University of Pennsylvania professor Diana Mutz’s book "Hearing the Other Side: Deliberative versus Participatory Democracy looked at survey evidence as to how often people had conversations with others of differing political viewpoints. In her words:
One logical conjecture would be to expect this form of political behavior to be much like any other. In other words, it would be disproportionately the province of well-educated, high-income populations. Indeed, the frequency of general political discussion tracks closely with these characteristics of high socioeconomic status. But the correlates of cross-cutting conversation are strikingly different. As shown in Figure 2.3, there are clear patterns of difference with respect to race, income, and education, but they are not in the usual directions. Nonwhites are significantly more likely to engage in cross-cutting political conversation than whites. And as income increases, the frequency of disagreeable conversations declines. Exposure to disagreement is highest among those who have completed less than a high school degree and lowest among those who have attended graduate school.
As sociologist William Weston notes in discussing Mutz’s findings:
I can testify to how easy it is for conversation among academics, the most educated group of people, to turn into a one-position echo chamber. Liberalism is taken to be an IQ test, and the rare conservative is encouraged to be quiet or go elsewhere. For political disagreement I go to the coffee house, which in our town draws a broader range of people than the faculty club contains.

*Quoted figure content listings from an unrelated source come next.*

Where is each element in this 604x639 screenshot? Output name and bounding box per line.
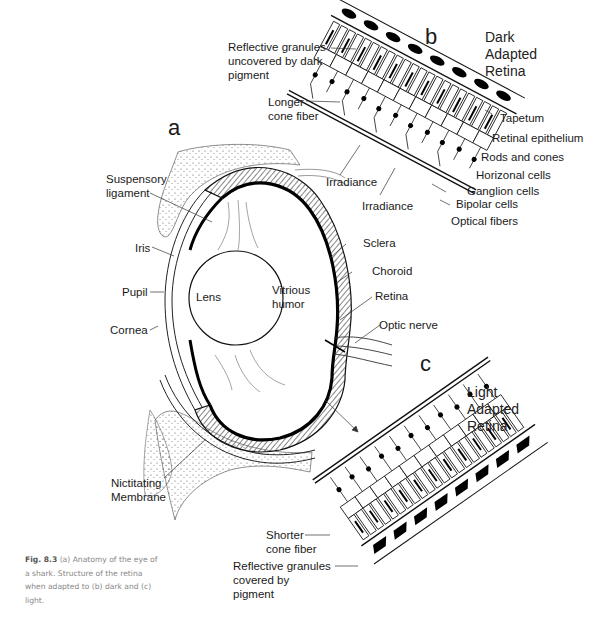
label-optical-fibers: Optical fibers <box>451 214 518 228</box>
light-retina-title: Light Adapted Retina <box>467 384 519 435</box>
label-cornea: Cornea <box>110 323 148 337</box>
label-rods-and-cones: Rods and cones <box>481 150 564 164</box>
label-horizonal-cells: Horizonal cells <box>476 168 551 182</box>
panel-label-b: b <box>425 26 437 48</box>
label-shorter-cone-fiber: Shorter cone fiber <box>266 528 317 556</box>
label-lens: Lens <box>196 290 221 304</box>
panel-label-a: a <box>168 117 180 139</box>
label-ganglion-cells: Ganglion cells <box>467 184 539 198</box>
dark-retina-title: Dark Adapted Retina <box>485 29 537 80</box>
panel-label-c: c <box>420 353 431 375</box>
label-iris: Iris <box>135 241 150 255</box>
label-vitreous-humor: Vitrious humor <box>272 283 310 311</box>
caption-label: Fig. 8.3 <box>25 555 57 564</box>
label-longer-cone-fiber: Longer cone fiber <box>268 95 319 123</box>
label-reflective-granules-covered: Reflective granules covered by pigment <box>233 559 331 601</box>
label-irradiance-1: Irradiance <box>326 175 377 189</box>
label-nictitating-membrane: Nictitating Membrane <box>111 476 166 504</box>
label-choroid: Choroid <box>372 264 412 278</box>
label-sclera: Sclera <box>363 236 396 250</box>
label-retinal-epithelium: Retinal epithelium <box>492 131 583 145</box>
label-tapetum: Tapetum <box>500 111 544 125</box>
label-optic-nerve: Optic nerve <box>379 318 438 332</box>
label-retina: Retina <box>375 289 408 303</box>
figure-caption: Fig. 8.3 (a) Anatomy of the eye of a sha… <box>25 553 160 607</box>
label-pupil: Pupil <box>122 285 148 299</box>
label-reflective-granules-uncovered: Reflective granules uncovered by dark pi… <box>228 40 326 82</box>
label-irradiance-2: Irradiance <box>362 199 413 213</box>
label-bipolar-cells: Bipolar cells <box>456 197 518 211</box>
label-suspensory-ligament: Suspensory ligament <box>106 172 167 200</box>
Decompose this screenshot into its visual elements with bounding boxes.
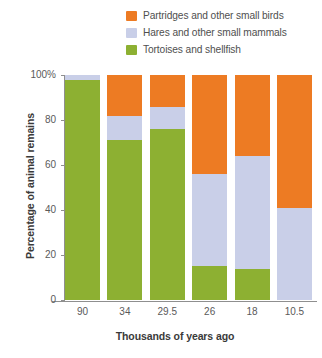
bar-segment <box>150 75 185 107</box>
legend-label-partridges: Partridges and other small birds <box>143 10 284 21</box>
x-tick-label: 10.5 <box>277 306 312 317</box>
x-axis-title: Thousands of years ago <box>0 330 322 342</box>
bar-segment <box>235 75 270 156</box>
y-axis-ticks: 020406080100% <box>0 75 65 300</box>
bar-segment <box>277 208 312 300</box>
legend-swatch-tortoises <box>126 45 137 55</box>
y-tick-label: 80 <box>45 115 61 125</box>
bar-segment <box>192 266 227 300</box>
legend-label-hares: Hares and other small mammals <box>143 27 287 38</box>
bar-segment <box>107 116 142 141</box>
bar-group <box>65 75 312 300</box>
stacked-bar-chart: Partridges and other small birds Hares a… <box>0 0 322 358</box>
legend-item-tortoises: Tortoises and shellfish <box>126 43 287 56</box>
y-tick-label: 20 <box>45 250 61 260</box>
chart-legend: Partridges and other small birds Hares a… <box>126 9 287 56</box>
bar-stack <box>192 75 227 300</box>
x-tick-label: 26 <box>192 306 227 317</box>
bar-segment <box>65 80 100 301</box>
x-tick-label: 90 <box>65 306 100 317</box>
bar-segment <box>277 75 312 208</box>
y-tick-label: 100% <box>30 70 61 80</box>
legend-label-tortoises: Tortoises and shellfish <box>143 44 241 55</box>
x-axis-line <box>52 301 317 302</box>
y-tick-label: 40 <box>45 205 61 215</box>
bar-stack <box>277 75 312 300</box>
bar-segment <box>107 75 142 116</box>
bar-segment <box>235 269 270 301</box>
x-tick-label: 34 <box>107 306 142 317</box>
x-tick-label: 29.5 <box>150 306 185 317</box>
legend-item-partridges: Partridges and other small birds <box>126 9 287 22</box>
x-axis-ticks: 903429.5261810.5 <box>65 306 312 317</box>
bar-segment <box>192 174 227 266</box>
bar-segment <box>150 107 185 130</box>
legend-swatch-hares <box>126 28 137 38</box>
bar-segment <box>235 156 270 269</box>
legend-item-hares: Hares and other small mammals <box>126 26 287 39</box>
y-tick-label: 60 <box>45 160 61 170</box>
x-tick-label: 18 <box>235 306 270 317</box>
bar-stack <box>107 75 142 300</box>
y-tick-label: 0 <box>50 295 61 305</box>
bar-stack <box>150 75 185 300</box>
bar-segment <box>150 129 185 300</box>
bar-segment <box>107 140 142 300</box>
bar-stack <box>235 75 270 300</box>
bar-segment <box>192 75 227 174</box>
plot-area <box>65 75 312 300</box>
bar-stack <box>65 75 100 300</box>
legend-swatch-partridges <box>126 11 137 21</box>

Of course, one explanation would be that what looks like herd behavior and social conformity is really just what happens when a bunch of superior intellects independently settle on the objectively correct viewpoint. But that’s rather a self-serving explanation, isn’t it?
Uh...now what was the question, again?
Lee A. Arnold,
I think you are largely right but I would be willing to bet my life that between the beginning and end of the Reagan administration, all 6 of these went up: 1)federal health regulation, 2)non-federal health regulation, 3)federal safety regulation, 4)non-federal safety regulation, 5)federal environmental regulation, 6)non-federal environmental regulation.
Same for George W. Bush. Twelve deltas, all positive.
Of course modern conservatives didn't help their own cause much: they stood up with leaders who were on the wrong side of civil rights, womens' rights and gay rights...
It is interesting to compare the attitude of most academics toward conservatives and toward libertarians. Libertarians never stood up with those leaders but they often get lumped in as not being worth taking seriously.